Garp was named after his soldier father’s single mumbled word while on a hospital bed, the only sound Jenny the
nurse could hear from the patient she thought needed sexual appeasement. Jenny cannot be bothered with a husband anyway: her only son has been a gift from the Nation and she is better off raising him alone. Jenny becomes a school nurse, and Garp grows up into an intellectual boy and wrestling champion. Jenny becomes a feminist and writes a bestseller: Garp is ashamed of his
mother, her dubious friends (among who a transsexual) and wants to become a writer: unfortunately he is bound to be famous for his mother’s writings. Garp falls in love with a teacher and marries her. They have two wonderful sons. All too
classical, in a classical
world. Yet, this is The World According To Garp, an individual whose perception of
events has been biased by his unconventional education, and who is forever haunted by his mother’s fantasies. John Irving is a story teller who
makes every casual situation (birth, childhood, teenage, marital life) a chest full of irony and grim humour: you can’t help laughing when reading about the tragic events and “undertoads” that Garp struggles against. It is so close to reality, yet so incredibly mad. The World According to Garp flows like a river called Anyone. Garp is like a neighbour you spy on because his bad luck makes you feel more comfortable with your own business, and because you get all the attention when you gossip about him: you say “poor Garp” but you secretly crave to know what is going to befall on him next, and you think with awful pleasure “oh no, no, it can’t be
worse”. Yet, it can definitely be worse. Just read it.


WHAT THE EXERCISE ASKS » The required result is an exact copy of every line from the one with "Extract the structured" through the last line below, with the pictures left out.
----- GIVEN DATA -----
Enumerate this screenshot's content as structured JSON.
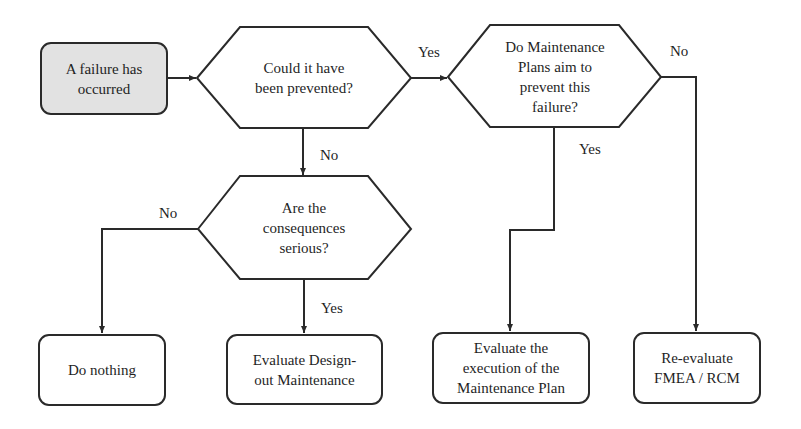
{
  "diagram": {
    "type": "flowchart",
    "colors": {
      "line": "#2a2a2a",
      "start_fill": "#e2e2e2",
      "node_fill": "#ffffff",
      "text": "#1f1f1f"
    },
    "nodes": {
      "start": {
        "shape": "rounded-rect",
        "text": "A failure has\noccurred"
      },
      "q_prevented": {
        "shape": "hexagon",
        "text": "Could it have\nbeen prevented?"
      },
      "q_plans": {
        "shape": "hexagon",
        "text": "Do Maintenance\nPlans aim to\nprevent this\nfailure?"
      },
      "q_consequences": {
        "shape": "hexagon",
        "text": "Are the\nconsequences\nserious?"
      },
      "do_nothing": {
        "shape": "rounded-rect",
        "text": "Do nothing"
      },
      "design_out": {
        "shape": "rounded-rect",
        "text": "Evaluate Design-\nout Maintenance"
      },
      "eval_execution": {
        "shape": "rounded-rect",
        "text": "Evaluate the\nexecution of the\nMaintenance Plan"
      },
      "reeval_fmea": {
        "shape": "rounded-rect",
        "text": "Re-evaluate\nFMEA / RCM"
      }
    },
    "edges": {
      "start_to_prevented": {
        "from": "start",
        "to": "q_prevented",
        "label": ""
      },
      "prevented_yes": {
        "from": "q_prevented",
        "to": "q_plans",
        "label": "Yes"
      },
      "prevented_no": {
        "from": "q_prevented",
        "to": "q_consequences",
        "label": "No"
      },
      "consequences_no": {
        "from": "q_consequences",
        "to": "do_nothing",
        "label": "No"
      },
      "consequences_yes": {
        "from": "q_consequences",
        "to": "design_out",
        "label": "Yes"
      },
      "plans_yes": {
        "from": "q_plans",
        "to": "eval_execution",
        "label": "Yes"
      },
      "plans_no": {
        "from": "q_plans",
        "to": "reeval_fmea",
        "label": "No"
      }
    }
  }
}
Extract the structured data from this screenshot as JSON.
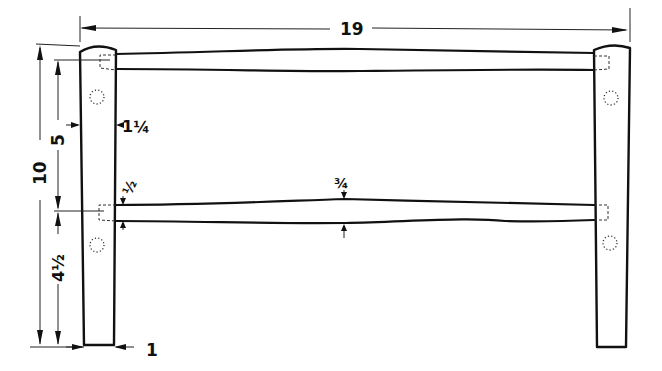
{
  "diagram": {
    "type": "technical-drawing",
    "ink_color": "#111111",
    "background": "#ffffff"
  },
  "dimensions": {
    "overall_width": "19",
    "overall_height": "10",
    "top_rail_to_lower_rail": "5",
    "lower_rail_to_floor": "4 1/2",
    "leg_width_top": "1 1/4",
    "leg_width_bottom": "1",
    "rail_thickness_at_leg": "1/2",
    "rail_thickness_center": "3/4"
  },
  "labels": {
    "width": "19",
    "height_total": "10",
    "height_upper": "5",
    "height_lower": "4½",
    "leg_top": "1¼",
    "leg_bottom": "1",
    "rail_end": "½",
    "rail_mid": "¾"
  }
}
-----
RESULT OF THE TASK »
Extract the structured data from this screenshot as JSON.
{
  "diagram": {
    "type": "technical-drawing",
    "ink_color": "#111111",
    "background": "#ffffff"
  },
  "dimensions": {
    "overall_width": "19",
    "overall_height": "10",
    "top_rail_to_lower_rail": "5",
    "lower_rail_to_floor": "4 1/2",
    "leg_width_top": "1 1/4",
    "leg_width_bottom": "1",
    "rail_thickness_at_leg": "1/2",
    "rail_thickness_center": "3/4"
  },
  "labels": {
    "width": "19",
    "height_total": "10",
    "height_upper": "5",
    "height_lower": "4½",
    "leg_top": "1¼",
    "leg_bottom": "1",
    "rail_end": "½",
    "rail_mid": "¾"
  }
}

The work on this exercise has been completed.